Reading, reading...
(Books sent me by Richard) Zen poetry, and lives of the poets, of Han Shan, Basho and Ryokan, especially the last. Zen poetry translated from another tongue seems doomed to lack both Zen and poetry, but Ryokan, for all his appalling diarrhea and the crudity of his behavior during the Tea Ceremony, was a conscientious monk with a firm grasp of the non-arising and a marvelous way with kids. From the library, I'm reading one James Geach's Galaxy, a perfectly delicious book by a real astronomer about the present state of the universe, for which I vote our author the Bernard le Bovier de Fontenelle Prize for rendering a sometimes abstruse subject charmingly lucid--even, I imagine, to members of the Sex.

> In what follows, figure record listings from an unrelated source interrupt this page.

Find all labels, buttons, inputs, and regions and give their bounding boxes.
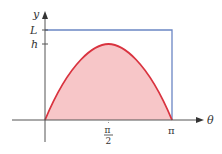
h-label: h [31,38,38,51]
L-label: L [29,24,37,37]
x-axis-arrow-icon [196,117,204,123]
y-axis-label: y [32,8,40,21]
pi-half-denominator: 2 [106,136,112,146]
y-axis-arrow-icon [42,11,48,19]
pi-label: π [168,125,175,136]
x-axis-label: θ [207,114,214,127]
chart: y L h θ π 2 π [0,0,222,154]
pi-half-numerator: π [105,125,111,135]
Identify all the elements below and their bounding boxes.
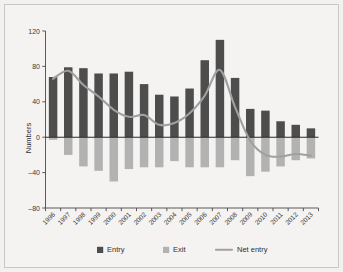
exit-bar [125,137,133,169]
x-tick-label: 1997 [56,211,72,227]
entry-bar [261,111,269,138]
entry-bar [110,73,118,137]
exit-bar [140,137,148,167]
x-tick-label: 2004 [162,211,178,227]
chart-figure: Numbers –80–4004080120 19961997199819992… [0,0,343,272]
entry-bar [64,67,72,137]
y-tick-label: 120 [28,28,40,35]
x-tick-label: 2000 [102,211,118,227]
entry-bar [140,84,148,137]
net-entry-line [53,70,311,157]
x-tick-label: 2001 [117,211,133,227]
exit-bar [201,137,209,167]
legend-label-net-entry: Net entry [237,245,268,254]
entry-bar [170,96,178,137]
entry-bar [155,95,163,137]
exit-bar [292,137,300,160]
exit-bar [231,137,239,160]
exit-bar [155,137,163,167]
y-tick-label: 80 [32,63,40,70]
x-tick-label: 2002 [132,211,148,227]
entry-bar [94,73,102,137]
net-entry-line-path [53,70,311,157]
exit-bar [276,137,284,166]
y-tick-label: –40 [28,169,40,176]
x-tick-label: 1999 [86,211,102,227]
x-tick-label: 2007 [208,211,224,227]
exit-bar [185,137,193,167]
legend-swatch-entry [97,247,103,253]
exit-bar [64,137,72,155]
x-tick-label: 2012 [284,211,300,227]
x-tick-label: 2009 [238,211,254,227]
exit-bar [79,137,87,166]
chart-legend: EntryExitNet entry [97,245,268,254]
entry-bar [125,72,133,137]
entry-bar [79,68,87,137]
chart-plot-area: Numbers –80–4004080120 19961997199819992… [0,0,343,272]
exit-bar [216,137,224,167]
legend-label-entry: Entry [107,245,125,254]
legend-swatch-exit [163,247,169,253]
entry-bar [276,121,284,137]
entry-bar [49,77,57,137]
y-tick-label: 40 [32,98,40,105]
legend-label-exit: Exit [173,245,186,254]
x-tick-label: 2008 [223,211,239,227]
x-tick-label: 2003 [147,211,163,227]
x-tick-label: 2006 [193,211,209,227]
exit-bar [94,137,102,171]
x-tick-label: 2005 [177,211,193,227]
entry-bar [216,40,224,137]
exit-bar [110,137,118,181]
y-tick-label: –80 [28,205,40,212]
exit-bar [246,137,254,176]
x-tick-label: 1998 [71,211,87,227]
x-tick-label: 2010 [253,211,269,227]
y-tick-label: 0 [36,134,40,141]
x-tick-label: 1996 [41,211,57,227]
exit-bars-group [49,137,315,181]
x-axis-tick-labels: 1996199719981999200020012002200320042005… [41,211,314,227]
y-axis-title: Numbers [24,123,33,154]
exit-bar [170,137,178,161]
x-tick-label: 2013 [299,211,315,227]
entry-bar [292,125,300,137]
bar-line-chart: Numbers –80–4004080120 19961997199819992… [0,0,343,272]
entry-bar [307,128,315,137]
y-axis-ticks: –80–4004080120 [28,28,45,212]
x-tick-label: 2011 [269,211,284,226]
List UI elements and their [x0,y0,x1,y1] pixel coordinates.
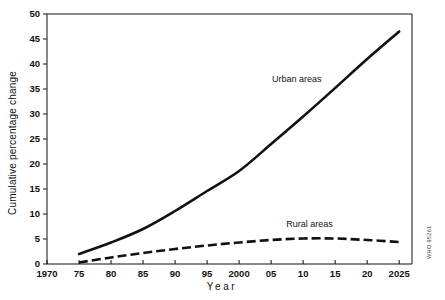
y-tick-label: 15 [29,183,40,194]
x-axis-title: Year [207,281,238,292]
y-tick-label: 20 [29,158,40,169]
series-label-rural-areas: Rural areas [286,219,333,229]
y-tick-label: 45 [29,33,40,44]
y-tick-label: 30 [29,108,40,119]
y-tick-label: 25 [29,133,40,144]
x-tick-label: 2025 [389,268,411,279]
x-tick-label: 75 [74,268,85,279]
x-tick-label: 90 [170,268,181,279]
y-tick-label: 35 [29,83,40,94]
line-chart: 05101520253035404550 1970758085909520000… [0,0,445,300]
x-tick-label: 85 [138,268,149,279]
chart-background [0,0,445,300]
chart-container: 05101520253035404550 1970758085909520000… [0,0,445,300]
y-tick-label: 50 [29,8,40,19]
x-tick-label: 20 [362,268,373,279]
y-axis-title: Cumulative percentage change [7,71,18,215]
y-tick-label: 40 [29,58,40,69]
source-code-annotation: WHO 95261 [426,226,432,259]
y-tick-label: 10 [29,208,40,219]
x-tick-label: 1970 [36,268,57,279]
x-tick-label: 2000 [229,268,250,279]
series-label-urban-areas: Urban areas [272,74,322,84]
x-tick-label: 95 [202,268,213,279]
x-tick-label: 15 [330,268,341,279]
x-tick-label: 05 [266,268,277,279]
x-tick-label: 10 [298,268,309,279]
x-tick-label: 80 [106,268,117,279]
y-tick-label: 5 [35,233,41,244]
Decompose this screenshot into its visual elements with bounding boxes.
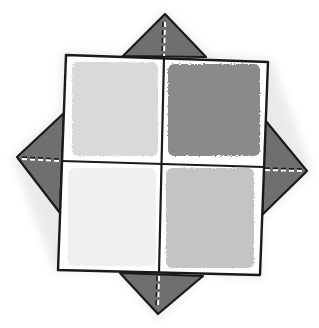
top-flap	[123, 14, 206, 57]
quadrant-bottom-right	[166, 168, 254, 268]
origami-diagram	[0, 0, 319, 328]
quadrant-top-left	[72, 62, 158, 156]
center-square	[58, 55, 268, 275]
quadrant-bottom-left	[68, 168, 156, 266]
diagram-canvas	[0, 0, 319, 328]
quadrant-top-right	[168, 64, 260, 156]
bottom-flap	[120, 273, 203, 314]
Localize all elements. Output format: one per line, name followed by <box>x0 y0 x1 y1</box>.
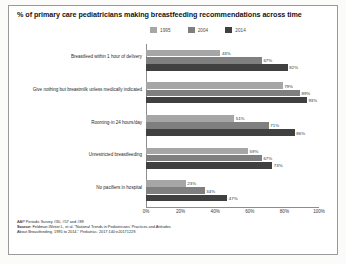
legend-swatch-2014 <box>225 27 232 33</box>
bar-value-label: 89% <box>300 90 310 95</box>
x-tick-label: 100% <box>313 209 325 214</box>
bar-group: 59%67%73% <box>146 148 319 169</box>
legend-swatch-1995 <box>150 27 157 33</box>
bar-row: 86% <box>146 129 319 136</box>
legend-item-1995: 1995 <box>150 27 171 33</box>
slide-canvas: % of primary care pediatricians making b… <box>0 0 346 264</box>
bar-row: 73% <box>146 162 319 169</box>
footnote-citation-line2: About Breastfeeding. 1995 to 2014.” Pedi… <box>17 229 317 234</box>
x-tick-label: 80% <box>280 209 289 214</box>
bar-2014[interactable] <box>146 64 288 71</box>
bar-value-label: 93% <box>307 98 317 103</box>
bar-2004[interactable] <box>146 155 262 162</box>
chart-plot-area: 43%67%82%79%89%93%51%71%86%59%67%73%23%3… <box>146 44 319 207</box>
chart-legend: 1995 2004 2014 <box>150 27 246 33</box>
bar-group: 51%71%86% <box>146 115 319 136</box>
bar-value-label: 86% <box>295 130 305 135</box>
bar-row: 89% <box>146 90 319 97</box>
x-tick-label: 0% <box>143 209 150 214</box>
bar-value-label: 59% <box>248 148 258 153</box>
bar-row: 79% <box>146 82 319 89</box>
legend-label-2004: 2004 <box>198 28 209 33</box>
footnote-journal-name: Pediatrics. <box>80 229 98 234</box>
bar-value-label: 82% <box>288 65 298 70</box>
bar-2014[interactable] <box>146 195 227 202</box>
bar-group: 79%89%93% <box>146 82 319 103</box>
legend-item-2014: 2014 <box>225 27 246 33</box>
chart-footnotes: AAP Periodic Survey #30, #57 and #89 Sou… <box>17 219 317 235</box>
bar-1995[interactable] <box>146 115 234 122</box>
bar-row: 67% <box>146 57 319 64</box>
bar-value-label: 79% <box>283 83 293 88</box>
bar-group: 23%34%47% <box>146 180 319 201</box>
bar-row: 82% <box>146 64 319 71</box>
bar-1995[interactable] <box>146 82 283 89</box>
bar-value-label: 47% <box>227 195 237 200</box>
bar-2004[interactable] <box>146 90 300 97</box>
category-axis-labels: Breastfeed within 1 hour of deliveryGive… <box>20 44 142 207</box>
bar-row: 43% <box>146 50 319 57</box>
bar-1995[interactable] <box>146 148 248 155</box>
bar-row: 67% <box>146 155 319 162</box>
bar-value-label: 43% <box>220 51 230 56</box>
category-label: Unrestricted breastfeeding <box>22 152 142 158</box>
bar-value-label: 67% <box>262 156 272 161</box>
category-label: Rooming-in 24 hours/day <box>22 120 142 126</box>
bar-1995[interactable] <box>146 180 186 187</box>
footnote-citation-title: About Breastfeeding. 1995 to 2014.” <box>17 229 80 234</box>
bar-row: 34% <box>146 187 319 194</box>
footnote-citation-locator: 2017;140:e20171229. <box>98 229 137 234</box>
bar-row: 71% <box>146 122 319 129</box>
bar-row: 23% <box>146 180 319 187</box>
bar-group: 43%67%82% <box>146 50 319 71</box>
category-label: Breastfeed within 1 hour of delivery <box>22 54 142 60</box>
x-tick-label: 20% <box>176 209 185 214</box>
bar-value-label: 73% <box>272 163 282 168</box>
bar-2004[interactable] <box>146 187 205 194</box>
category-label: Give nothing but breastmilk unless medic… <box>22 87 142 93</box>
bar-2014[interactable] <box>146 162 272 169</box>
x-tick-label: 60% <box>245 209 254 214</box>
bar-value-label: 34% <box>205 188 215 193</box>
bar-value-label: 23% <box>186 181 196 186</box>
bar-row: 93% <box>146 97 319 104</box>
category-axis-line <box>146 207 319 208</box>
bar-value-label: 51% <box>234 116 244 121</box>
bar-2014[interactable] <box>146 129 295 136</box>
legend-item-2004: 2004 <box>188 27 209 33</box>
bar-1995[interactable] <box>146 50 220 57</box>
legend-label-1995: 1995 <box>160 28 171 33</box>
chart-title: % of primary care pediatricians making b… <box>17 10 327 19</box>
bar-2004[interactable] <box>146 122 269 129</box>
bar-row: 51% <box>146 115 319 122</box>
bar-2004[interactable] <box>146 57 262 64</box>
legend-label-2014: 2014 <box>235 28 246 33</box>
category-label: No pacifiers in hospital <box>22 185 142 191</box>
bar-value-label: 71% <box>269 123 279 128</box>
bar-row: 59% <box>146 148 319 155</box>
x-tick-label: 40% <box>211 209 220 214</box>
legend-swatch-2004 <box>188 27 195 33</box>
bar-value-label: 67% <box>262 58 272 63</box>
value-axis-tick-labels: 0%20%40%60%80%100% <box>146 209 319 218</box>
bar-row: 47% <box>146 195 319 202</box>
bar-2014[interactable] <box>146 97 307 104</box>
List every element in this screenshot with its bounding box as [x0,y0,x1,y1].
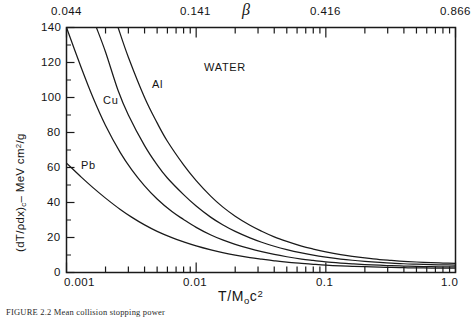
y-tick-label: 140 [41,21,61,33]
y-axis-title-text: (dT/ρdx)c– MeV cm2/g [14,133,26,252]
curve-pb [67,163,456,268]
curve-label-al: Al [152,78,163,90]
x-axis-title-text: T/Moc2 [218,288,263,304]
figure-caption: FIGURE 2.2 Mean collision stopping power [6,307,165,317]
top-tick-label: 0.416 [310,5,341,17]
x-tick-label: 0.1 [316,276,333,288]
y-tick-label: 40 [47,196,61,208]
x-axis-title: T/Moc2 [218,288,263,306]
curve-label-water: WATER [204,61,246,73]
curve-al [96,28,455,266]
top-tick-label: 0.044 [51,5,82,17]
curve-water [118,28,455,264]
y-tick-label: 100 [41,91,61,103]
left-axis-ticks [67,28,75,273]
top-tick-label: 0.141 [180,5,211,17]
data-curves [67,28,456,269]
plot-border [67,28,456,273]
curve-label-pb: Pb [81,159,96,171]
y-tick-label: 20 [47,231,61,243]
plot-frame [67,28,456,273]
x-tick-label: 1.0 [441,276,458,288]
top-tick-label: 0.866 [440,5,471,17]
y-axis-title: (dT/ρdx)c– MeV cm2/g [14,133,28,252]
curve-paths [67,28,456,269]
x-tick-label: 0.001 [64,276,95,288]
y-tick-label: 0 [54,266,61,278]
y-tick-label: 60 [47,161,61,173]
x-tick-label: 0.01 [183,276,207,288]
beta-axis-title: β [242,1,250,19]
curve-label-cu: Cu [103,94,118,106]
y-tick-label: 80 [47,126,61,138]
top-axis-ticks [67,28,456,38]
y-tick-label: 120 [41,56,61,68]
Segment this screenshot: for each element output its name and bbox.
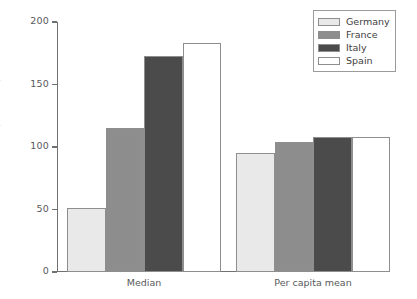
legend-swatch-germany — [318, 18, 340, 26]
x-axis-label: Per capita mean — [274, 277, 351, 288]
legend-label-italy: Italy — [346, 43, 367, 53]
legend-swatch-italy — [318, 44, 340, 52]
bar-spain-per-capita-mean — [352, 137, 391, 272]
bar-france-per-capita-mean — [275, 142, 314, 272]
y-tick-label: 100 — [30, 140, 49, 151]
bar-germany-median — [67, 208, 106, 272]
x-axis-label: Median — [127, 277, 162, 288]
legend-item[interactable]: Italy — [318, 41, 390, 54]
bar-germany-per-capita-mean — [236, 153, 275, 272]
y-tick-label: 200 — [30, 15, 49, 26]
legend-swatch-france — [318, 31, 340, 39]
legend: Germany France Italy Spain — [313, 10, 396, 72]
bar-chart: ('000 Euro) 050100150200 MedianPer capit… — [0, 0, 417, 299]
legend-item[interactable]: France — [318, 28, 390, 41]
bar-france-median — [106, 128, 145, 272]
y-tick-label: 0 — [43, 265, 49, 276]
bar-italy-median — [144, 56, 183, 272]
y-tick-label: 50 — [37, 203, 50, 214]
bar-italy-per-capita-mean — [313, 137, 352, 272]
legend-item[interactable]: Germany — [318, 15, 390, 28]
legend-label-germany: Germany — [346, 17, 390, 27]
legend-label-spain: Spain — [346, 56, 373, 66]
bar-spain-median — [183, 43, 222, 272]
legend-label-france: France — [346, 30, 378, 40]
y-tick-label: 150 — [30, 78, 49, 89]
legend-swatch-spain — [318, 57, 340, 65]
legend-item[interactable]: Spain — [318, 54, 390, 67]
y-axis-title: ('000 Euro) — [0, 78, 1, 128]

But there is more to say. Firstly regarding Confucius and Confucianism. I am, I dare say, one of the few Westerners (Round Eyes, Long Ears, Butter Stinks) who is actually fitted by nature to understand Confucius and appreciate where he's coming from, even while, on the whole, I rather abhor the doctrinaire ethico/esthetic moral code that has been erected around the few (and basically, I believe, wrong) tenets of his personal philosophy. I do believe, for example, that the parent/child relationship is primary; but I think that Master 'Kung Fu-tzu stood things on their head by saying that it is the parents who ought to be venerated, when, in my view, it is the child quo magna reverentia debetur. Most significantly, however, I fully get why music and ritual are (or should be) important in our lives and in our politics--only in place of the music of Shao, which Confucius found utterly perfect, "beautiful and good," I would put the music of Western Europe from approximately 1400 C.E. to December 22, 1894 (when Claude Debussy's Prélude à l'après-midi d'un Faune was first performed, and which was, arguably, the last occasion on which the first performance of a piece of Occidental Music was beautiful). I don't agree with my alter ego that music (even Wagner) can be both beautiful and bad: If it's beautiful it's good. At any rate, I understand from reading several biographies of Ryokan-san, that Confucianism, for all its inevitable god-awful inherent cruelty to women and children, is an academic subject which is studied, and for which institutions of higher learning issue degrees of certified competence--and I am as astonished and perplexed by this as I am to have learned that Marxism and Dialectical Materialism has a similar academic status--and that the lovely and intelligent Raïsa Gorbachev, to name but one, was actually a professor of Marxism. How can things which basically aren't be academic disciplines?
Well then, secondly, I am deeply perturbed by Dr. Geach's enlightening exposition of the subject of Dark Matter, based as it inexorably is on the speed of rotation of the galactic disk--and either you believe Kepler's Third Law or you don't, and I as a rational person have no choice but to do so. And there are even pictures of halos of Dark Matter, which I find utterly persuasive. So. But "The Physics has just not caught up with the fact of Dark Matter," makes me want to shout "Epicycles!"